As the grisly deaths mount up, Sheriff Gillis enlists the help of Dobbs, a creepy but respected local coroner who sends up several red flags by constantly going on about how much he likes restoring dead people so that they can have open casket funerals.

dead and buried 1981 - 6At this point, it’s your basic Village of the Damned style local murder ’em up and the film does an okay job of delivering that kind of film thanks to the apparently senseless murders which counterpoints excellently with the apparent normalness of Potter’s Bluff’s inhabitants.

When a family turns up in town looking for petrol, the locals trap them in an abandoned house and attempt to kill the couple and their young boy. It’s a scene that is remarkably worrying as it shows the locals have literally no agenda other than kill anyone they don’t know. Even helpless families.

dead and buried 1981 - 2However, Dead and Buried’s zombie alluding title hints that there is more to the story and there is. The story begins to hint at more supernatural reasons for all this killing and the final third of Dead and Buried and the film does start to mix things up.
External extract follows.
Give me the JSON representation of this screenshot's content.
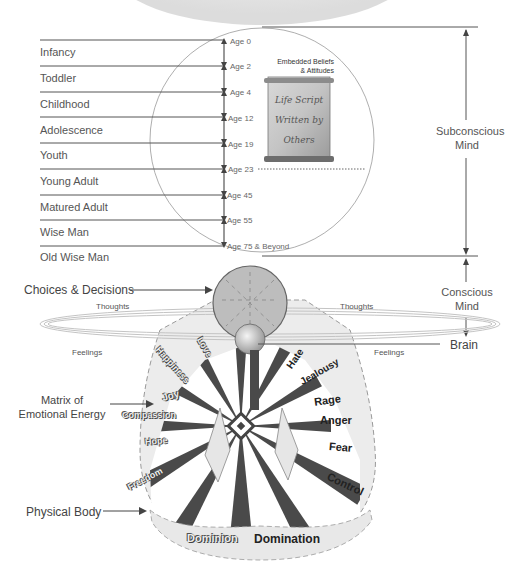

The Sheriff starts to suspect something is up when analysis on skin samples of a person he accidentally drives into suggests that the body has been dead for months and when his wife starts showing an interest in voodoo magic and zombies in particular, he starts to question the reality of life, and death, in Potter’s Bluff.

dead and buried 1981 - 1While not being a spectacular film, Dead and Buried has moments. From the macabre kill scenes, to the relentlessness of the locals and the film’s end sequence, it leaves you with some lasting memories.

Sure, the ultimate reason for all this killing is basically nonsense and some of the actors are prone to overacting – ’80s horror films are often littered with older actors who have clearly done their share of stage acting and don’t always know when to dial it back – but Dead and Buried has enough going for it to make it worth a first watch, maybe a second a decade or so later and that’s about it. Not an essential buy but a great example of early ’80s horror with a twist.